Post's Shaw says that the design of the apartment complex "will in no way operate on the assumption" that the Electric Lounge is going to go away. He says that making residential lemonade out of urban lemons is a Post specialty, and points to a converted flour mill in Dallas and a converted hospital in Denver as proof. Still, Shaw does admit that in Post's extensive experience of developing downtown residential, the process usually involves "taking out some of the less compatible uses so that the whole is greater than the sum of the parts."
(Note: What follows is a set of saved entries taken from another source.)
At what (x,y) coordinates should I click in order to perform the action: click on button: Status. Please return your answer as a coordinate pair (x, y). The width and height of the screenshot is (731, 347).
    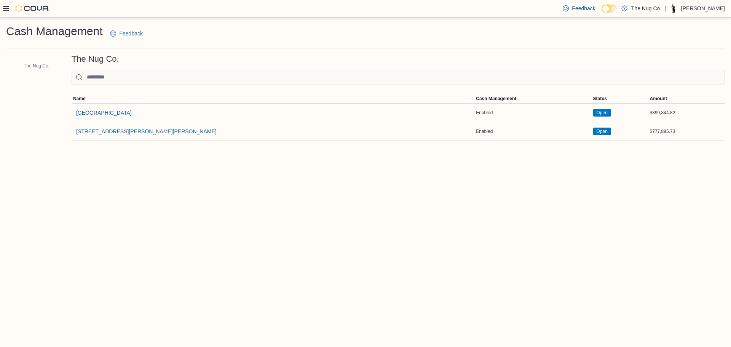
    Looking at the image, I should click on (620, 99).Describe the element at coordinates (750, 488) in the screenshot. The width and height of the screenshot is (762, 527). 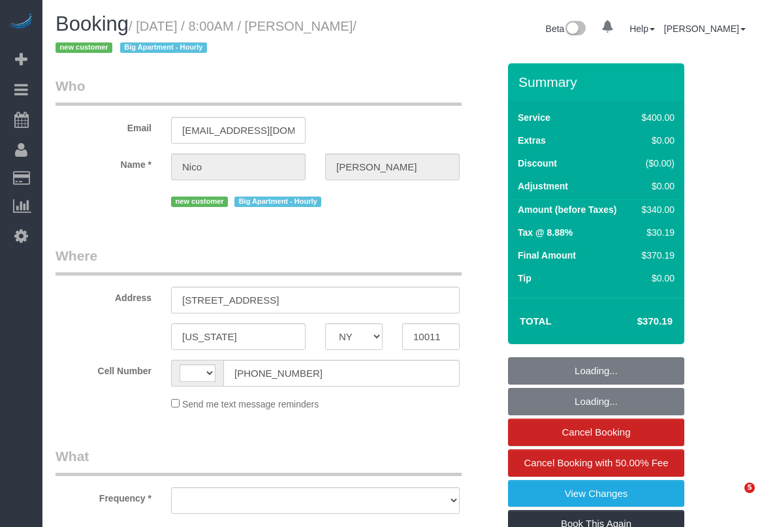
I see `span: 5` at that location.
Although city hall insiders say that clubs bumped from one location could simply pick up and move, Henry shares the concerns of Liberty Lunch's owners that the cost of moving their businesses to another location downtown makes relocation a "dicey proposition." He points out that when the Electric Lounge began five years ago, it was an abandoned warehouse in a forgotten part of downtown. "To go and do that someplace else just doesn't exist," Henry says, adding, "For years I felt safe, I felt like the city government really believed that this was the live music capital of the world. It does seem like things are moving and developing downtown, but I feel like it's moving in a different direction now."
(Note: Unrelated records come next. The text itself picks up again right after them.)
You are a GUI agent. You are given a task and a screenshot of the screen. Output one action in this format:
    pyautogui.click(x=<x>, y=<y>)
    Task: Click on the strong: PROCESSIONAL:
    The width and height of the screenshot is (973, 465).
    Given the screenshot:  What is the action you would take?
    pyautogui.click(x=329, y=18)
Tim O' Connor, owner of La Zona Rosa and the Austin Music Hall, is hoping club solidarity will help raise consciousness about the music scene among city planners, and he's currently helping to form an association of club owners in the Southwest end of downtown, called the Moontower District. He hopes that existing downtown businesses can secure the kind of protection neighborhoods have in other parts of town, where notification and negotiation are required before nearby development occurs. "People are overlooking a four-leaf clover here," he says of the boom in downtown businesses. "We welcome residential. We welcome all kinds of development, but we certainly want a voice and some communication."

Henry agrees that now is the time for downtown businesses to assert themselves as a planning force to be reckoned with. "For years, we kind of existed over here in this blissful anonymous capacity. But now it's time for us to get on the map with the city," Henry says.